Questions about the efficacy of torture and vengeance are raised but never fully reckoned with by Big Bad Wolves, Aharon Keshales and Navot Papushado’s thriller about the search for a pedophilic serial killer. Aided by two thugs, and acting out against his boss’s orders, police officer Miki (Lior Ashkenazi) is introduced roughing up Dror (Rotem Keinan), a schoolteacher whom Miki is sure is responsible for a string of horrific murders of young local girls. When that incident winds up on YouTube, Miki is suspended from the force but, at his commander’s unsubtle suggestion, continues his pursuit of Dror—a plan that’s upended when one victim’s father, Gidi (Tzahi Grad), grabs them both and takes them to his new, remote home, where he’s set up a basement torture chamber designed for Dror.
Gidi wants to know the whereabouts of his daughter’s missing severed head, and coerces Miki into assisting him in his brutal inquisition. That sets in motion a scenario that, given Dror’s repeated claims of innocence regarding the crimes, the filmmakers aim to wield as a moral drama about the usefulness of violent interrogation, the means by which revenge turns the aggrieved into monsters, and the ultimate ability to decipher the truth.
From a purely suspenseful vantage point, Big Bad Wolves is an efficient and effective beast. Beyond a brief reference by Gidi to fairy tales, and a young abducted girl’s red shoe, Keshales and Papushado’s don’t underline the obvious titular metaphor. And though an early montage seemingly puts Miki, Gidi, and Dror on comparable footing, suggestions of moral equivalency are soon set aside once Miki has second thoughts about helping Gidi and, for his hesitation, is bound and gagged like Dror. While the viciousness of Gidi’s cross-examination methods are bluntly presented, and subtle digs at the police provide intermittent humor, the film proves primarily interested in mounting tension, not just through unexpected plot twists (such as a sudden visit from Gidi’s father), but also via cinematographic pans through corridors, zooms into close-up, and slow motion that eerily suggest further terrors to come.

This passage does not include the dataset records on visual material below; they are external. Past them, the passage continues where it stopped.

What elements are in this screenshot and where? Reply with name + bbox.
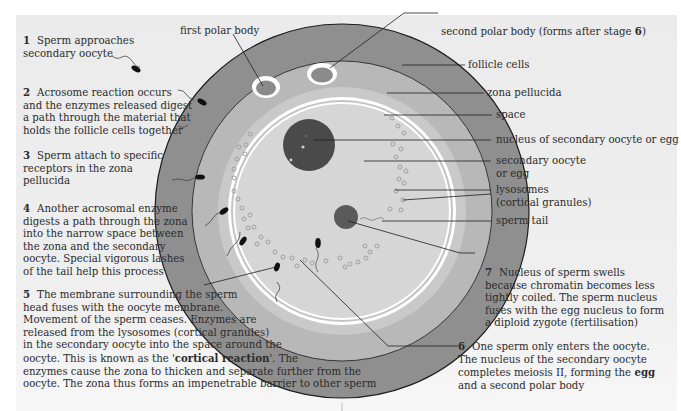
label-lysosomes-line-1: lysosomes xyxy=(496,184,591,197)
stage-5-line: released from the lysosomes (cortical gr… xyxy=(23,327,376,340)
stage-5-line: oocyte. This is known as the ' xyxy=(23,353,175,364)
stage-4-line: Another acrosomal enzyme xyxy=(37,203,178,214)
stage-6-line: completes meiosis II, forming the xyxy=(458,367,634,378)
stage-5-number: 5 xyxy=(23,288,30,300)
stage-3-text: 3Sperm attach to specific receptors in t… xyxy=(23,149,163,188)
stage-5-line: '. The xyxy=(269,353,298,364)
label-second-polar-body-text: second polar body (forms after stage xyxy=(441,26,635,37)
label-second-polar-body: second polar body (forms after stage 6) xyxy=(441,25,646,39)
stage-2-number: 2 xyxy=(23,86,30,98)
label-second-polar-body-close: ) xyxy=(642,26,646,37)
stage-4-line: of the tail help this process xyxy=(23,266,188,279)
stage-7-text: 7Nucleus of sperm swells because chromat… xyxy=(485,266,664,330)
stage-6-line: The nucleus of the secondary oocyte xyxy=(458,354,655,367)
stage-4-line: into the narrow space between xyxy=(23,228,188,241)
label-secondary-oocyte-line-2: or egg xyxy=(496,168,586,181)
stage-5-line: Movement of the sperm ceases. Enzymes ar… xyxy=(23,314,376,327)
stage-7-line: because chromatin becomes less xyxy=(485,280,664,293)
stage-6-line: and a second polar body xyxy=(458,380,655,393)
stage-6-text: 6One sperm only enters the oocyte. The n… xyxy=(458,340,655,392)
stage-5-line: head fuses with the oocyte membrane. xyxy=(23,302,376,315)
stage-7-line: a diploid zygote (fertilisation) xyxy=(485,317,664,330)
label-zona-pellucida: zona pellucida xyxy=(487,87,562,100)
stage-7-line: fuses with the egg nucleus to form xyxy=(485,305,664,318)
stage-3-line: receptors in the zona xyxy=(23,163,163,176)
stage-4-number: 4 xyxy=(23,202,30,214)
oocyte-nucleus xyxy=(283,119,335,171)
cortical-reaction-term: cortical reaction xyxy=(175,352,270,364)
stage-6-number: 6 xyxy=(458,340,465,352)
egg-term: egg xyxy=(634,366,655,378)
stage-1-line: Sperm approaches xyxy=(37,35,134,46)
stage-7-number: 7 xyxy=(485,266,492,278)
stage-2-line: holds the follicle cells together xyxy=(23,125,192,138)
stage-2-line: and the enzymes released digest xyxy=(23,100,192,113)
stage-7-line: tightly coiled. The sperm nucleus xyxy=(485,292,664,305)
stage-5-line: oocyte. The zona thus forms an impenetra… xyxy=(23,378,376,391)
stage-6-line: One sperm only enters the oocyte. xyxy=(472,341,650,352)
stage-1-number: 1 xyxy=(23,34,30,46)
stage-7-line: Nucleus of sperm swells xyxy=(499,267,625,278)
label-nucleus: nucleus of secondary oocyte or egg xyxy=(496,134,679,147)
stage-3-line: pellucida xyxy=(23,175,163,188)
sperm-nucleus xyxy=(334,205,358,229)
stage-1-text: 1Sperm approaches secondary oocyte xyxy=(23,34,134,60)
label-second-polar-body-stage: 6 xyxy=(635,25,642,37)
stage-2-line: a path through the material that xyxy=(23,112,192,125)
label-secondary-oocyte: secondary oocyteor egg xyxy=(496,155,586,180)
stage-4-line: oocyte. Special vigorous lashes xyxy=(23,253,188,266)
stage-5-line: in the secondary oocyte into the space a… xyxy=(23,339,376,352)
stage-4-line: the zona and the secondary xyxy=(23,241,188,254)
label-space: space xyxy=(496,109,526,122)
label-sperm-tail: sperm tail xyxy=(496,215,548,228)
label-lysosomes-line-2: (cortical granules) xyxy=(496,197,591,210)
stage-5-line: The membrane surrounding the sperm xyxy=(37,289,237,300)
label-secondary-oocyte-line-1: secondary oocyte xyxy=(496,155,586,168)
label-lysosomes: lysosomes(cortical granules) xyxy=(496,184,591,209)
stage-2-text: 2Acrosome reaction occurs and the enzyme… xyxy=(23,86,192,137)
stage-4-text: 4Another acrosomal enzyme digests a path… xyxy=(23,202,188,279)
stage-4-line: digests a path through the zona xyxy=(23,216,188,229)
stage-3-number: 3 xyxy=(23,149,30,161)
stage-5-text: 5The membrane surrounding the sperm head… xyxy=(23,288,376,391)
stage-3-line: Sperm attach to specific xyxy=(37,150,163,161)
first-polar-body xyxy=(252,76,280,98)
stage-1-line: secondary oocyte xyxy=(23,48,134,61)
label-first-polar-body: first polar body xyxy=(180,25,259,38)
stage-5-line: enzymes cause the zona to thicken and se… xyxy=(23,366,376,379)
stage-2-line: Acrosome reaction occurs xyxy=(37,87,172,98)
label-follicle-cells: follicle cells xyxy=(468,59,529,72)
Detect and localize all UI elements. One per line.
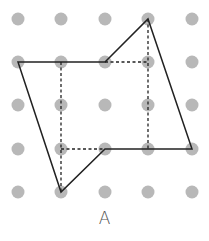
grid-dot <box>55 13 68 26</box>
dot-grid-diagram <box>0 0 209 241</box>
grid-dot <box>12 99 25 112</box>
grid-dot <box>142 186 155 199</box>
grid-dot <box>12 13 25 26</box>
grid-dot <box>55 99 68 112</box>
grid-dot <box>186 99 199 112</box>
grid-dots <box>12 13 199 199</box>
grid-dot <box>186 186 199 199</box>
figure-label: A <box>0 208 209 228</box>
grid-dot <box>99 13 112 26</box>
grid-dot <box>186 13 199 26</box>
grid-dot <box>186 56 199 69</box>
grid-dot <box>12 143 25 156</box>
grid-dot <box>99 99 112 112</box>
grid-dot <box>99 186 112 199</box>
grid-dot <box>12 186 25 199</box>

Still, by willfully denying us the very evidence against Dror that has unequivocally convinced Miki and Gidi, as well as Dror’s students, of his guilt, Big Bad Wolves severely undercuts any potential critique of Gidi’s murderous revenge—just as the film’s depiction of finger-smashing, toenail-ripping, chest-blowtorching cruelty for intense genre thrills ultimately weakens its halfhearted attempts to sincerely wrestle with the ethicality of eye-for-an-eye justice.